Raised by Robots: Imagining Posthuman “Maternal” Touch

Amelia DeFalco and Luna Dolezal

Feature image “Collision 2018 – Day Two” by collision.conf is licensed under CC BY 2.0

A chapter by Amelia DeFalco and Luna Dolezal, ‘Raised by Robots: Imagining Posthuman “Maternal” Touch’, has been published in the collection ‘Mapping the Posthuman’ edited by Grant Hamilton and Carolyn Lau (2023).

Posthuman parenting is fast becoming a reality with the development of technologies such as artificial wombs and childcare robots. Debates and concerns about these technologies often centre around questions of the risks and benefits of increased technological intervention into pregnancy and child rearing, while also circling around enduring feminist concerns regarding whether these technologies herald the liberation of women from biologically-determined motherhood, or a dystopian age of patriarchal reproductive control. Our chapter moves beyond practical ethical estimations to consider the potential significance of the experiential dimensions of ectogensis and robot childcare as imagined in a range of media. We take a phenomenological approach that considers the particular, material implications of such technologies and the complex relational networks they are designed to replace and/or augment. We will do this by focusing on the phenomenon of machine/human touch as speculated in depictions of technological gestation and robot childcare. Examining news reports, press releases, as well as science fiction literature and film, we suggest that these technologies, as projected, predicted and imagined, assume a biocentric model of the human that overlooks the relationality of being, treating humans animals (even in infancy) as autonomous, hyperindividual cognitive subjects. In doing so, we question just how far technology can intercede for ‘maternal’ touch. 

Cover image of Mapping the Posthuman
Image courtesy of Routledge

Citation

DeFalco, A and Dolezal, L. (2023) ‘Raised by Robots: Imagining Posthuman “Maternal” Touch’. In Hamilton, G. and Lau, C. (editors) Mapping the Posthuman, Routledge. 115-132.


**Task prompt:**
An exact copy of every record is needed, with the pictures left out.

══ Data section ══

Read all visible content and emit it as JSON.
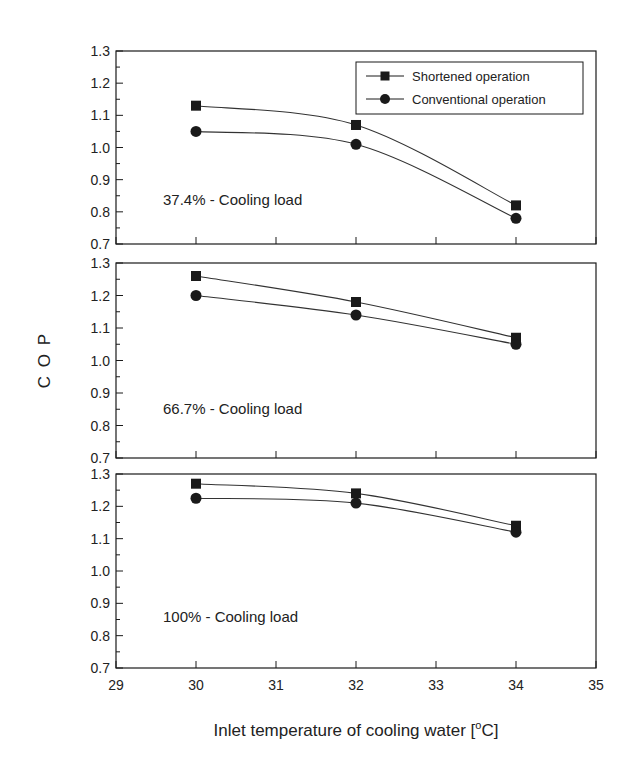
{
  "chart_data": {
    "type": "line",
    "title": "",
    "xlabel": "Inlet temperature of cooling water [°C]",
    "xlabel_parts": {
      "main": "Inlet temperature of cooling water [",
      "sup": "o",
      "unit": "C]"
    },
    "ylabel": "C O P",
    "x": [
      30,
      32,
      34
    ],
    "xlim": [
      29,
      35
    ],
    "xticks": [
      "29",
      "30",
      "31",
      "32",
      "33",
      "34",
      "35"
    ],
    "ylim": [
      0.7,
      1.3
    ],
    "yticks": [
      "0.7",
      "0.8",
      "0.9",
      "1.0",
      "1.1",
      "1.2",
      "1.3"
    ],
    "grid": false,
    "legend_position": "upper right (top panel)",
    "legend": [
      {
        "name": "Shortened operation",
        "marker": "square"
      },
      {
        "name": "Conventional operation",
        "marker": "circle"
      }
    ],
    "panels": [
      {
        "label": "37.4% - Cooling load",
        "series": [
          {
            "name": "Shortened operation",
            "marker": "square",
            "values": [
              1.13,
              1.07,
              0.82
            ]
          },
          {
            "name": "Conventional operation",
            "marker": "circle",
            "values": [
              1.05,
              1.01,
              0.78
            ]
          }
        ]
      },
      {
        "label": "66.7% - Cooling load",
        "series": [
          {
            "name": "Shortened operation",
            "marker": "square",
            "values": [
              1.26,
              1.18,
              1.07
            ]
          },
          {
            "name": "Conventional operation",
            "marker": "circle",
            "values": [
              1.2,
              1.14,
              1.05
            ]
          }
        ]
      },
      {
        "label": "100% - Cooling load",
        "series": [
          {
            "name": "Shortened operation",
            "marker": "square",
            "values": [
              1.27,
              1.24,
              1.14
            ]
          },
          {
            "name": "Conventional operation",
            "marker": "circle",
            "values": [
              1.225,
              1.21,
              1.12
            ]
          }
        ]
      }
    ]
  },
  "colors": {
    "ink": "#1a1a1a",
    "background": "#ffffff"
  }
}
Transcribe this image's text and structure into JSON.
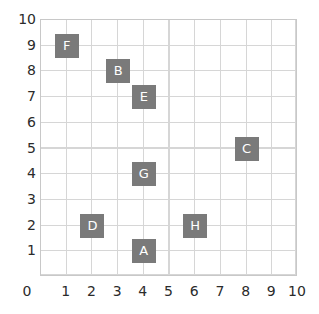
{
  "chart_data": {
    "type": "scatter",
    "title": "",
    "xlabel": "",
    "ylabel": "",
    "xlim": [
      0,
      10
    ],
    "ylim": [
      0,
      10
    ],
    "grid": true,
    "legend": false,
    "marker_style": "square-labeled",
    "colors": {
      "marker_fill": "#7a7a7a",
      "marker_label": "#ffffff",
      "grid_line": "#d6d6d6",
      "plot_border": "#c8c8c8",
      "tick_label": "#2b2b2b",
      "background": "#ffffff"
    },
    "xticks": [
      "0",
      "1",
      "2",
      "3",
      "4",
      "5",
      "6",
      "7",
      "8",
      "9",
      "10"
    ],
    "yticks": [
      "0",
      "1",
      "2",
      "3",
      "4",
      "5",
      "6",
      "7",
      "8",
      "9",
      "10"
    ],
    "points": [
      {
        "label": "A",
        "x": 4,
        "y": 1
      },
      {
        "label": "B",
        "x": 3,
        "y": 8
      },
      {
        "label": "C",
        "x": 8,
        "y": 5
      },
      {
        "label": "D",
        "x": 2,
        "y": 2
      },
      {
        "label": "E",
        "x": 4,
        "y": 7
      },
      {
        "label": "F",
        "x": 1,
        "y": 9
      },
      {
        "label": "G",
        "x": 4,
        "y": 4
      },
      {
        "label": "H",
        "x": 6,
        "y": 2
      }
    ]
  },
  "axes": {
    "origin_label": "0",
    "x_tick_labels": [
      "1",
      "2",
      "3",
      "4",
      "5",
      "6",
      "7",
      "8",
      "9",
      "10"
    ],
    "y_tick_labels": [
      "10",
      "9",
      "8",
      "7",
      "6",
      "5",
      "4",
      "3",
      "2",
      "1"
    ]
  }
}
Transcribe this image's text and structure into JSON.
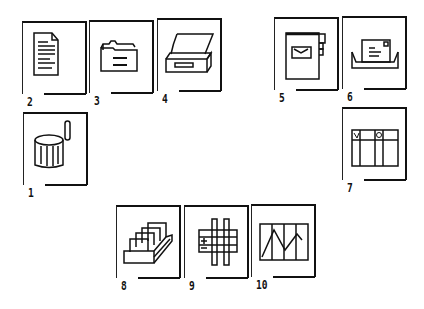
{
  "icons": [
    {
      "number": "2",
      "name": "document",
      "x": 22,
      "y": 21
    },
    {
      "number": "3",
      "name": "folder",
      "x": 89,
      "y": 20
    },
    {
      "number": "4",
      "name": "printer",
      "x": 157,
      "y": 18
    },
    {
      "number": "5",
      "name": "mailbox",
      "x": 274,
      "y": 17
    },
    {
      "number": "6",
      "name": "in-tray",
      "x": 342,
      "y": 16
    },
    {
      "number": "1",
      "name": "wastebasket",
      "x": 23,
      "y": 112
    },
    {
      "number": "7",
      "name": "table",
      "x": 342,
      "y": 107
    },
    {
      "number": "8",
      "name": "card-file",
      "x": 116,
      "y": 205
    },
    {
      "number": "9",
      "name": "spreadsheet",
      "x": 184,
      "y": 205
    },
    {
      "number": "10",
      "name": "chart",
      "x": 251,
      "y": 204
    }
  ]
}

═══

**Response below:**
Read all visible content and emit it as JSON.
{
  "chart_data": {
    "type": "line",
    "title": "",
    "xlabel": "Inlet temperature of cooling water [°C]",
    "xlabel_parts": {
      "main": "Inlet temperature of cooling water [",
      "sup": "o",
      "unit": "C]"
    },
    "ylabel": "C O P",
    "x": [
      30,
      32,
      34
    ],
    "xlim": [
      29,
      35
    ],
    "xticks": [
      "29",
      "30",
      "31",
      "32",
      "33",
      "34",
      "35"
    ],
    "ylim": [
      0.7,
      1.3
    ],
    "yticks": [
      "0.7",
      "0.8",
      "0.9",
      "1.0",
      "1.1",
      "1.2",
      "1.3"
    ],
    "grid": false,
    "legend_position": "upper right (top panel)",
    "legend": [
      {
        "name": "Shortened operation",
        "marker": "square"
      },
      {
        "name": "Conventional operation",
        "marker": "circle"
      }
    ],
    "panels": [
      {
        "label": "37.4% - Cooling load",
        "series": [
          {
            "name": "Shortened operation",
            "marker": "square",
            "values": [
              1.13,
              1.07,
              0.82
            ]
          },
          {
            "name": "Conventional operation",
            "marker": "circle",
            "values": [
              1.05,
              1.01,
              0.78
            ]
          }
        ]
      },
      {
        "label": "66.7% - Cooling load",
        "series": [
          {
            "name": "Shortened operation",
            "marker": "square",
            "values": [
              1.26,
              1.18,
              1.07
            ]
          },
          {
            "name": "Conventional operation",
            "marker": "circle",
            "values": [
              1.2,
              1.14,
              1.05
            ]
          }
        ]
      },
      {
        "label": "100% - Cooling load",
        "series": [
          {
            "name": "Shortened operation",
            "marker": "square",
            "values": [
              1.27,
              1.24,
              1.14
            ]
          },
          {
            "name": "Conventional operation",
            "marker": "circle",
            "values": [
              1.225,
              1.21,
              1.12
            ]
          }
        ]
      }
    ]
  },
  "colors": {
    "ink": "#1a1a1a",
    "background": "#ffffff"
  }
}
Transcribe this image's text and structure into JSON.
{
  "chart_data": {
    "type": "scatter",
    "title": "",
    "xlabel": "",
    "ylabel": "",
    "xlim": [
      0,
      10
    ],
    "ylim": [
      0,
      10
    ],
    "grid": true,
    "legend": false,
    "marker_style": "square-labeled",
    "colors": {
      "marker_fill": "#7a7a7a",
      "marker_label": "#ffffff",
      "grid_line": "#d6d6d6",
      "plot_border": "#c8c8c8",
      "tick_label": "#2b2b2b",
      "background": "#ffffff"
    },
    "xticks": [
      "0",
      "1",
      "2",
      "3",
      "4",
      "5",
      "6",
      "7",
      "8",
      "9",
      "10"
    ],
    "yticks": [
      "0",
      "1",
      "2",
      "3",
      "4",
      "5",
      "6",
      "7",
      "8",
      "9",
      "10"
    ],
    "points": [
      {
        "label": "A",
        "x": 4,
        "y": 1
      },
      {
        "label": "B",
        "x": 3,
        "y": 8
      },
      {
        "label": "C",
        "x": 8,
        "y": 5
      },
      {
        "label": "D",
        "x": 2,
        "y": 2
      },
      {
        "label": "E",
        "x": 4,
        "y": 7
      },
      {
        "label": "F",
        "x": 1,
        "y": 9
      },
      {
        "label": "G",
        "x": 4,
        "y": 4
      },
      {
        "label": "H",
        "x": 6,
        "y": 2
      }
    ]
  },
  "axes": {
    "origin_label": "0",
    "x_tick_labels": [
      "1",
      "2",
      "3",
      "4",
      "5",
      "6",
      "7",
      "8",
      "9",
      "10"
    ],
    "y_tick_labels": [
      "10",
      "9",
      "8",
      "7",
      "6",
      "5",
      "4",
      "3",
      "2",
      "1"
    ]
  }
}
Transcribe this image's text and structure into JSON.
{
  "icons": [
    {
      "number": "2",
      "name": "document",
      "x": 22,
      "y": 21
    },
    {
      "number": "3",
      "name": "folder",
      "x": 89,
      "y": 20
    },
    {
      "number": "4",
      "name": "printer",
      "x": 157,
      "y": 18
    },
    {
      "number": "5",
      "name": "mailbox",
      "x": 274,
      "y": 17
    },
    {
      "number": "6",
      "name": "in-tray",
      "x": 342,
      "y": 16
    },
    {
      "number": "1",
      "name": "wastebasket",
      "x": 23,
      "y": 112
    },
    {
      "number": "7",
      "name": "table",
      "x": 342,
      "y": 107
    },
    {
      "number": "8",
      "name": "card-file",
      "x": 116,
      "y": 205
    },
    {
      "number": "9",
      "name": "spreadsheet",
      "x": 184,
      "y": 205
    },
    {
      "number": "10",
      "name": "chart",
      "x": 251,
      "y": 204
    }
  ]
}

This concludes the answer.